Work to complete:
Output exactly the lines below, starting with the line that has "The height and width of the screenshot is (810, 650)." and going on through the line that has "What are the", both included, and no other lines.

----------------------------------------

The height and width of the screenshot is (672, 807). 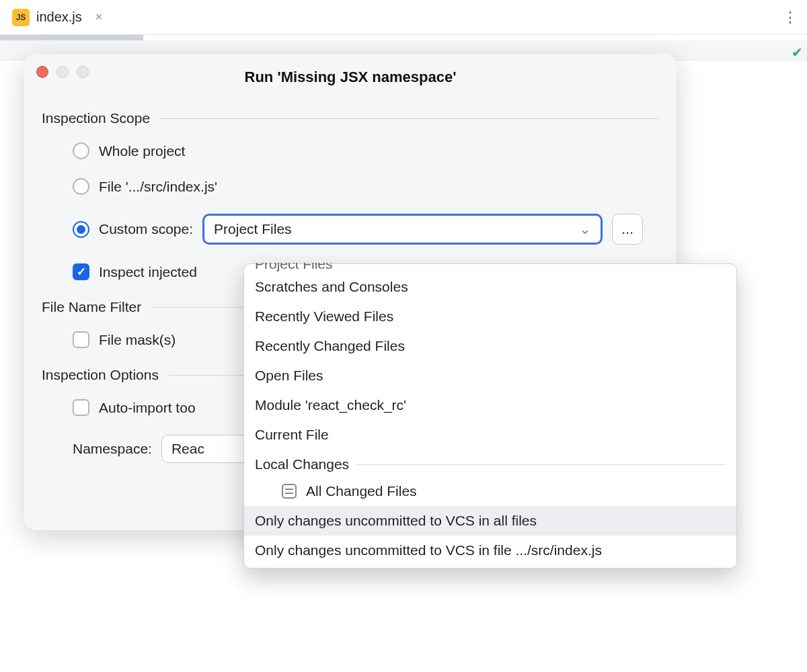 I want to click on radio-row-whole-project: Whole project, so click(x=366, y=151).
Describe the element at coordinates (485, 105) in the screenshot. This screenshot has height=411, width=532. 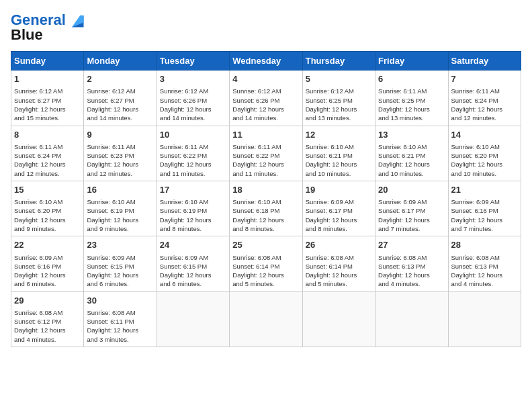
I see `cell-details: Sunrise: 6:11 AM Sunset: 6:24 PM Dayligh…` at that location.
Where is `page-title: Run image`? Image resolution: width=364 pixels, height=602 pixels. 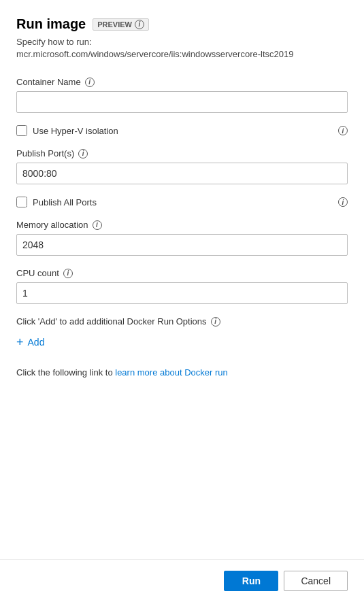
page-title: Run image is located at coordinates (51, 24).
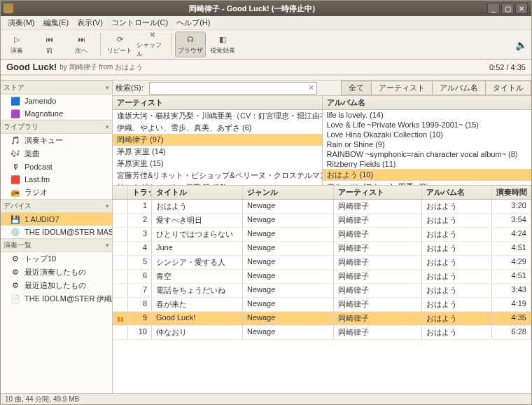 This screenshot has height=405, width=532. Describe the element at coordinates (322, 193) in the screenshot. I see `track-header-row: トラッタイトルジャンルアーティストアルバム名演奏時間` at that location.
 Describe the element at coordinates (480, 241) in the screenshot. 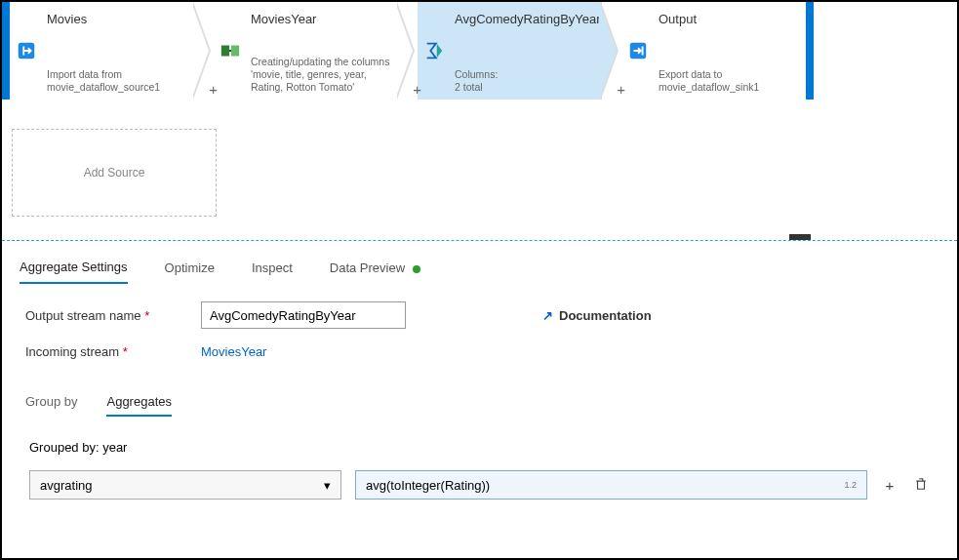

----------------------------------------

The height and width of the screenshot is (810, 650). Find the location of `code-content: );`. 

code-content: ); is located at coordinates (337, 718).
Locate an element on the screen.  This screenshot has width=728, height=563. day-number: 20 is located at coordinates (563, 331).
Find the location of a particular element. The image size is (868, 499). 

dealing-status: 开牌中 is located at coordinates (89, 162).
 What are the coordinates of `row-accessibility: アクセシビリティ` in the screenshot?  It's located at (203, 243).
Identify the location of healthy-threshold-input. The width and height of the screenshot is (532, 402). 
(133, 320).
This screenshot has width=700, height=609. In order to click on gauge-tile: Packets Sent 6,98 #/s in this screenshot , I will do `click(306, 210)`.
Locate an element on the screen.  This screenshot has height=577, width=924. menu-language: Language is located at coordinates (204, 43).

----------------------------------------

Answer section:
The height and width of the screenshot is (810, 650). Find the location of `code-content: );`. 

code-content: ); is located at coordinates (337, 718).
Locate an element on the screen.  This screenshot has width=728, height=563. day-number: 20 is located at coordinates (563, 331).
Find the location of a particular element. The image size is (868, 499). 

dealing-status: 开牌中 is located at coordinates (89, 162).
 What are the coordinates of `row-accessibility: アクセシビリティ` in the screenshot?  It's located at (203, 243).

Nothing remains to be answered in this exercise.